DP13122 Identifying Chinese Supply Shocks - Effects of Trade on Labor Markets
| Author(s): | Andreas M Fischer, Philip Sauré |
| Publication Date: | August 2018 |
| Date Revised: | April 2019 |
| Keyword(s): | employment, Instrumental Variable, International trade |
| JEL(s): | F10 |
| Programme Areas: | International Trade and Regional Economics, Monetary Economics and Fluctuations |
| Link to this Page: | cepr.org/active/publications/discussion_papers/dp.php?dpno=13122 |
In a seminal paper, Autor et al. (2013a) analyze the effect of Chinese exports on U.S. employment variables. To identify causality, Chinese exports to the United States are instrumented with Chinese exports to other advanced economies, an identificationn strategy that relies on the absence of common demand shocks to all advanced economies. Our paper first questions this identification assumption and then adjusts the reduced-form identification strategy in Autor et al. (2013a). In the first part, we document that China's sector-level export growth correlates positively with that of other emerging market economies around and after China's WTO accession.
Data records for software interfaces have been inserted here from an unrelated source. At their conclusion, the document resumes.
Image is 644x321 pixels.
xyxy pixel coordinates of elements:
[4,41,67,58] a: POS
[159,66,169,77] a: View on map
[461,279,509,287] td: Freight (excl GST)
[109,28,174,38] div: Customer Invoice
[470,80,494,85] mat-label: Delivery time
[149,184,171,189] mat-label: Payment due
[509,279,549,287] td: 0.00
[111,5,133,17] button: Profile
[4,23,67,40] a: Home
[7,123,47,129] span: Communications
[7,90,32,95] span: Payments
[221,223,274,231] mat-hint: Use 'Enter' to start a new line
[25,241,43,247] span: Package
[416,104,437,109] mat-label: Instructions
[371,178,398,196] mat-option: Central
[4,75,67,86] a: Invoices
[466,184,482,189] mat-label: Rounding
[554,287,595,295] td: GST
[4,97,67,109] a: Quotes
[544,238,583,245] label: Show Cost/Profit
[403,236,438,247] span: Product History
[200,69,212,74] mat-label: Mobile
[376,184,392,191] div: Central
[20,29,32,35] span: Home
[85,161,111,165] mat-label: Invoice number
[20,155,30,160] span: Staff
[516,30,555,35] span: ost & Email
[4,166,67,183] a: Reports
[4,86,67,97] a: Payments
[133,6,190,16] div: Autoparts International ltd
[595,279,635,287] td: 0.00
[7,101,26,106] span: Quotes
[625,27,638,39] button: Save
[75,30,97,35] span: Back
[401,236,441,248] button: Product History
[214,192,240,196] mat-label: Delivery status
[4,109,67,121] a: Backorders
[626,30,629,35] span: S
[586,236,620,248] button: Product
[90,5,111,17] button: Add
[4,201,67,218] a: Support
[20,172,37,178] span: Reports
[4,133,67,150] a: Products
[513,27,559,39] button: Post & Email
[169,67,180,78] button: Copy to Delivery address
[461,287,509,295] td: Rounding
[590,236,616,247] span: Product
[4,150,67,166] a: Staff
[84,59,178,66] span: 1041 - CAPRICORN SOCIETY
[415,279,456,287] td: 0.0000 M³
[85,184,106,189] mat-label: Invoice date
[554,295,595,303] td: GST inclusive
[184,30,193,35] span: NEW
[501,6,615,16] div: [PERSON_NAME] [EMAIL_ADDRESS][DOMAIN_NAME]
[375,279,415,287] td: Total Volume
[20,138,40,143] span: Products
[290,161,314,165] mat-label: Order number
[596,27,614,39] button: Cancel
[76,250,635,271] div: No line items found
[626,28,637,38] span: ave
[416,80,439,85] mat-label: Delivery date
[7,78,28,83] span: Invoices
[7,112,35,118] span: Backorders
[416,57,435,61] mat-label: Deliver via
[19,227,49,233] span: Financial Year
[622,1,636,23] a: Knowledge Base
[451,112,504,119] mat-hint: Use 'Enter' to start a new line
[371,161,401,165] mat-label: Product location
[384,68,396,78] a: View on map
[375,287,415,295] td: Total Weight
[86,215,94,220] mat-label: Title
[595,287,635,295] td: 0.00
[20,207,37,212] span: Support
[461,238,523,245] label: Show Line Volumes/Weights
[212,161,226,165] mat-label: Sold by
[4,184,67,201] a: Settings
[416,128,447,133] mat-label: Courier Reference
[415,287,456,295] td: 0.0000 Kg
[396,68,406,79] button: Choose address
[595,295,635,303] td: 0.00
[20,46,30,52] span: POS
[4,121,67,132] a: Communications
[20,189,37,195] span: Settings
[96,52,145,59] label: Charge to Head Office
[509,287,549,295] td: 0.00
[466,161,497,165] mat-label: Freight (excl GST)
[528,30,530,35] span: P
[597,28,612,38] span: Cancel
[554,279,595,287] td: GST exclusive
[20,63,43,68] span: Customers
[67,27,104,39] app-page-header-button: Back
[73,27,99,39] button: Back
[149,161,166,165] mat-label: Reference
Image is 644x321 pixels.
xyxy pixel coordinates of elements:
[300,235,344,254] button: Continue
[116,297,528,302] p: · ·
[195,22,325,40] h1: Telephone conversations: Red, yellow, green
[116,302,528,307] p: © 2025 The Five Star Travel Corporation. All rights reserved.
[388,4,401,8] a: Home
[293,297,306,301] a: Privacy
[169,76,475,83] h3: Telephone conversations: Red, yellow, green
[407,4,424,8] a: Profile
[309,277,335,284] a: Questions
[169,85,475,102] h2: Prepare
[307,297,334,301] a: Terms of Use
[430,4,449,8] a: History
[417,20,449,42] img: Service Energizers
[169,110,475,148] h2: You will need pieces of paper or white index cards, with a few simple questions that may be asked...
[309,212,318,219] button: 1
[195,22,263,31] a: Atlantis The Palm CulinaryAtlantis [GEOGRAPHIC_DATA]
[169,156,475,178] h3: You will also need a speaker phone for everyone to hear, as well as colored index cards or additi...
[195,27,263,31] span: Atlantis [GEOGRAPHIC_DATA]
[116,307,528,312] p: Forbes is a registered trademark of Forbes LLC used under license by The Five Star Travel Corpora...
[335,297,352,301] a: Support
This positive correlation is inconsistent with the view that China-specific supply shocks dominated China's sectorial export growth. In a second part, we develop an identification strategy derived from a parsimonious structural model. Our findings validate the estimated negative effects of Chinese import penetration on U.S. labor markets in Autor et al. (2013a). However, important differences arise when decomposing the China-specific supply shock effects by gender, education, and (non) manufacturing sector.